Thanks for the replies. Here’s some more info. 
> Bruce,
> 
> On 3/5/14, 1:11 PM, Bruce Weertman wrote:
>> We have a load balancer talking with tomcat’s running on multiple 
>> backend tomcat servers. The tomcats are running web service 
>> applications. In doing testing, and as reported by customers, we 
>> occasionally see refused connections. Not real often, but enough
>> to be a head ache.
>> 
>> We’re not sure where the problem is coming from. Suspects include
>> (1) firewall, (2) load balancer (3) tomcat and perhaps the (4) the
>> web app.  The volume of traffic is so high, that it becomes a
>> needle in a hay stack issue.
> 
> Can you describe your setup in a bit more detail? What kind of lb? How
> many of them? Any fronting web server(s)? How many? How many Tomcat
> instances?

There’s no front end servers. We used to do that via AJP, mod_jk and apache
but now we just have a single generic http load balancer. If a backend 
it unavailable, it will send traffic to another server. We have ~5 instances 
give or take. 

Everything’s Linux except osx for development and the testing (see below).

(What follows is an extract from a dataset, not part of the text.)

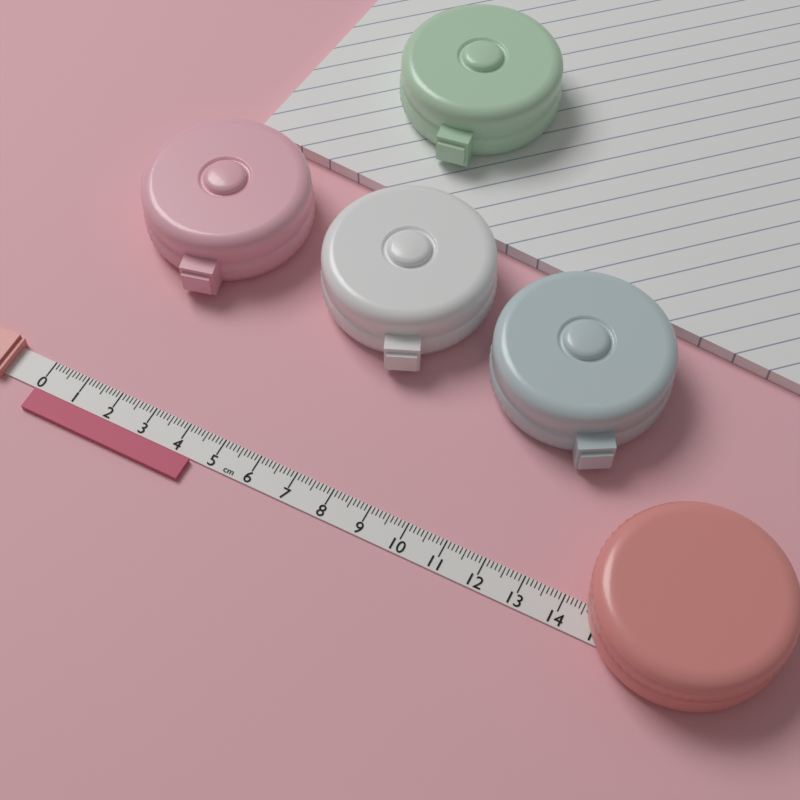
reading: 4.5 cm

> What is/are your <Connector> configuration(s)?

Pretty simple, nothing much to see here accept the keep alive

 <Connector port=“8080" protocol="HTTP/1.1"
               connectionTimeout="20000"
               maxKeepAliveRequests="1"
               compression="on" 
compressableMimeType="text/html,text/xml,text/plain,application/xml"
               redirectPort="8443"  bindOnInit="false”/>

> Tomcat usually complains if you run out of threads.

I don’t see that this is true.
Here’s a simple test to illustrate 

I set up a tomcat with:

    <Connector port=“8080" protocol="HTTP/1.1"
               connectionTimeout="20000"
               maxKeepAliveRequests= "1"
               maxThreads="5"
               acceptCount="1"
               redirectPort="8443" bindOnInit="false”/>

I then have very simple JSP that looks like this. 

<%@page contentType="text/plain" pageEncoding="UTF-8"%><% 
long t0 = System.currentTimeMillis(); 
Thread.sleep(5000l); 
long t1 = System.currentTimeMillis();
%>Slept for <%= t1 - t0 %> milliseconds

I then have a very simple BASH script that looks like:

#!/bin/ti
for i in {0..20}
do
wget —tries=1 -O file${i}.txt "http://localhost:8080/myapp/sleep.jsp"; &
done

After running this file, I end up with something like 8 files successfully 
downloaded.
Naively, I would think that I’d get 6. Changing localhost to the host name,
I do in fact get 6. So going to localhost must have a connection queuing effect
(at the OS level) that is different from going through the interface card.
The point is, the thread limit did it’s thing. Requests were rejected.

LOOKING in the logs directory, specifically catalina.out, I do not see
any indication that tomcat ran out of threads! It says nothing about
rejected connections! EEEK. Bad stuff could be happening all the time
and I would never know. What am I missing?  There’s got to be some
way to see this stuff.

> 
>> In production maxConnections is the default of 200, but when
>> looking at the number of connections being processed by tomcat it’s
>> rarely more than a couple dozen per instance. There’s always the
>> possibility that it occasionally spikes.
> 
> What is the resolution of the data you have? Are you sampling with
> some regularity?

It’s really just spot checking using JMX and looking at the tomcat 
server-status page.

> 
>> Anyway, the question is:  Is there any good way to see if tomcat
>> is going into a state where it’s not accepting connections? How
>> would would I see this? Is it possible to see this ?
> 
> Sure: connect to a specific Tomcat. If you get a "connection refused",
> then you are in this state.

Well of course, but this doesn’t happen very often. 

> 
> Your load balancer should have a setting where you can choose a
> back-end server explicitly if you want to go through the lb, or you
> can just contact one directly.

Of course, I can talk to back ends directly or not.